Podcasts of the week: armchair travel, science and royal scandal
Featuring The Rest Is History, Kerning Cultures, and The Big Fib
One of the great joys of podcasts is their ability to immerse the listener in unfamiliar cultures and worlds, said Courtney Yusuf in The Guardian. If that is what you are looking for, I recommend Kerning Cultures. Produced in the United Arab Emirates, and now in its sixth year, it tells “stories from the Middle East and North Africa, and the spaces in between”, using a “combination of first-person-led investigations, expert witnesses, rigorous research, and beautiful sound design”. Its approach to the region is a side-ways one: the latest series looks at Kuwait’s Indian commu-nity, explores why K-pop has so many Arab megafans, and asks, “Who can determine where Jewish-Egyptian artefacts really belong today?” For a “haunting” episode from a previous series, seek out Zabelle, about the Armenian-American singer Zabelle Panosian.
Many families have got into podcasts lately as a resource for home-schooling, said Hattie Garlick in The Times. Here are two that are excellent for encouraging critical thinking in primary age children. The Big Fib (20 minutes per episode, ages 7-11) is a “game show-style” podcast aimed at helping children cope in an age of “fake news”. Each week a child interviews two adults on a particular subject, and has to deduce which is the expert and which the fibber. “An impertinent robot co-host keeps things light.” The lively ethics podcast Short & Curly (25 minutes per episode, ages 6-10) explores tricky dilemmas in a way that children find intriguing. Is it fair for a teacher to punish the whole class if a wrongdoer won’t own up? Should parents ever lie to their kids? Should robots replace humans? Made in Australia, and now in its 13th series, it uses humour and contributions from children to make sure each episode is “fun and engaging”.
I gave Tom Holland and Dominic Sandbrook’s podcast The Rest Is History an “ecstatic” review when it began last year, said James Marriott in The Times. So I’m thrilled that (“presumably wafted along by my encouraging words”) it has since become a “must-listen” for “everyone I know”. Not many history podcasts are nimble enough to release “emergency” episodes in response to breaking news, but the special Rest Is History episode on Meghan Markle and the history of royal scandal was a cracker. Anybody fearing that “unique humiliations” are being heaped upon our present queen should listen to the two historians discussing Caroline of Brunswick, who was barred from the coronation of her estranged husband, George IV, by bayonet-wielding soldiers, and died a few weeks later. She was so popular, there were riots at her funeral, and two people were killed. “This rather knocks Oprah into a cocked hat.”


## Directions for this task
Keep the pictures out of your copy. Transcribe the records below exactly.

## Available data
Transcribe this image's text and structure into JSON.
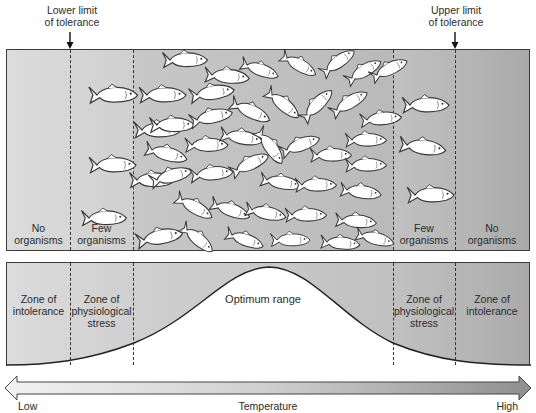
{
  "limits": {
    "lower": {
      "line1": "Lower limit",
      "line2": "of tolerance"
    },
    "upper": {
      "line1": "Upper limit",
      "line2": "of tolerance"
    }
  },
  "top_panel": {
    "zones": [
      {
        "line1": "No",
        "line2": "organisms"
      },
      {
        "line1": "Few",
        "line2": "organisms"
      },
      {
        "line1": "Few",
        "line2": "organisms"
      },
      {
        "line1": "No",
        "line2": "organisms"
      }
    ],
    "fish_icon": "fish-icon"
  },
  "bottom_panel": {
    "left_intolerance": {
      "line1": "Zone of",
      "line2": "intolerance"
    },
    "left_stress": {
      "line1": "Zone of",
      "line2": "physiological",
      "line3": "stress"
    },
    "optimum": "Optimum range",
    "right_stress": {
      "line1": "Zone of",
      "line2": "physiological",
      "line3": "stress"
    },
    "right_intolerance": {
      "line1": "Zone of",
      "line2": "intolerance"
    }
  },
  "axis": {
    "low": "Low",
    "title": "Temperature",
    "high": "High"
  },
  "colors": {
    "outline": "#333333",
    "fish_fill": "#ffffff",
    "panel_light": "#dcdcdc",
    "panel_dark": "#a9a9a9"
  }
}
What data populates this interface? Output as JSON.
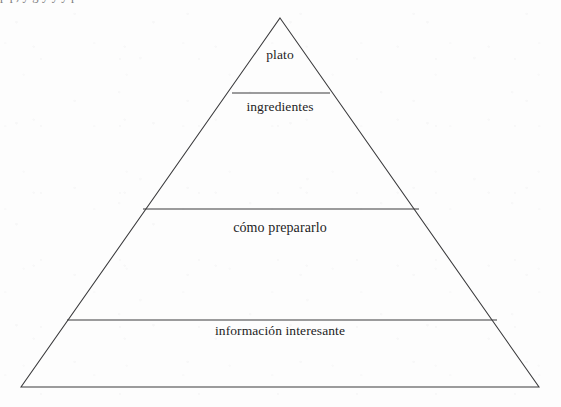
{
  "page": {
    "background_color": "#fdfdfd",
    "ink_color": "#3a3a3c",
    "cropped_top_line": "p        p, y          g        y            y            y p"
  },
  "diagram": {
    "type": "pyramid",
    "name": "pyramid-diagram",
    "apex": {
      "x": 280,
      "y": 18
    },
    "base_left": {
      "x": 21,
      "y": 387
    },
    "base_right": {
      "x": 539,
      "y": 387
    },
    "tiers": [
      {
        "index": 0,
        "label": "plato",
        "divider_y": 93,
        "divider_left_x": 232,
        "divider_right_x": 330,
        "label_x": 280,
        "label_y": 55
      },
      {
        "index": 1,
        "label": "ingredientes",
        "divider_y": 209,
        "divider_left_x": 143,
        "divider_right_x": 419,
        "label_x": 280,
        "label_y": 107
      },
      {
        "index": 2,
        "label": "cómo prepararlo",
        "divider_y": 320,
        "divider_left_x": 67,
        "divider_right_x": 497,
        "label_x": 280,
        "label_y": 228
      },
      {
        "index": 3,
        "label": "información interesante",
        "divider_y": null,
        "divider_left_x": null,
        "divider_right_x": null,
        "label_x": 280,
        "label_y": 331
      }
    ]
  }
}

## Answer space
Transcribe this image's text and structure into JSON.
{
  "limits": {
    "lower": {
      "line1": "Lower limit",
      "line2": "of tolerance"
    },
    "upper": {
      "line1": "Upper limit",
      "line2": "of tolerance"
    }
  },
  "top_panel": {
    "zones": [
      {
        "line1": "No",
        "line2": "organisms"
      },
      {
        "line1": "Few",
        "line2": "organisms"
      },
      {
        "line1": "Few",
        "line2": "organisms"
      },
      {
        "line1": "No",
        "line2": "organisms"
      }
    ],
    "fish_icon": "fish-icon"
  },
  "bottom_panel": {
    "left_intolerance": {
      "line1": "Zone of",
      "line2": "intolerance"
    },
    "left_stress": {
      "line1": "Zone of",
      "line2": "physiological",
      "line3": "stress"
    },
    "optimum": "Optimum range",
    "right_stress": {
      "line1": "Zone of",
      "line2": "physiological",
      "line3": "stress"
    },
    "right_intolerance": {
      "line1": "Zone of",
      "line2": "intolerance"
    }
  },
  "axis": {
    "low": "Low",
    "title": "Temperature",
    "high": "High"
  },
  "colors": {
    "outline": "#333333",
    "fish_fill": "#ffffff",
    "panel_light": "#dcdcdc",
    "panel_dark": "#a9a9a9"
  }
}
What data populates this interface? Output as JSON.
{
  "page": {
    "background_color": "#fdfdfd",
    "ink_color": "#3a3a3c",
    "cropped_top_line": "p        p, y          g        y            y            y p"
  },
  "diagram": {
    "type": "pyramid",
    "name": "pyramid-diagram",
    "apex": {
      "x": 280,
      "y": 18
    },
    "base_left": {
      "x": 21,
      "y": 387
    },
    "base_right": {
      "x": 539,
      "y": 387
    },
    "tiers": [
      {
        "index": 0,
        "label": "plato",
        "divider_y": 93,
        "divider_left_x": 232,
        "divider_right_x": 330,
        "label_x": 280,
        "label_y": 55
      },
      {
        "index": 1,
        "label": "ingredientes",
        "divider_y": 209,
        "divider_left_x": 143,
        "divider_right_x": 419,
        "label_x": 280,
        "label_y": 107
      },
      {
        "index": 2,
        "label": "cómo prepararlo",
        "divider_y": 320,
        "divider_left_x": 67,
        "divider_right_x": 497,
        "label_x": 280,
        "label_y": 228
      },
      {
        "index": 3,
        "label": "información interesante",
        "divider_y": null,
        "divider_left_x": null,
        "divider_right_x": null,
        "label_x": 280,
        "label_y": 331
      }
    ]
  }
}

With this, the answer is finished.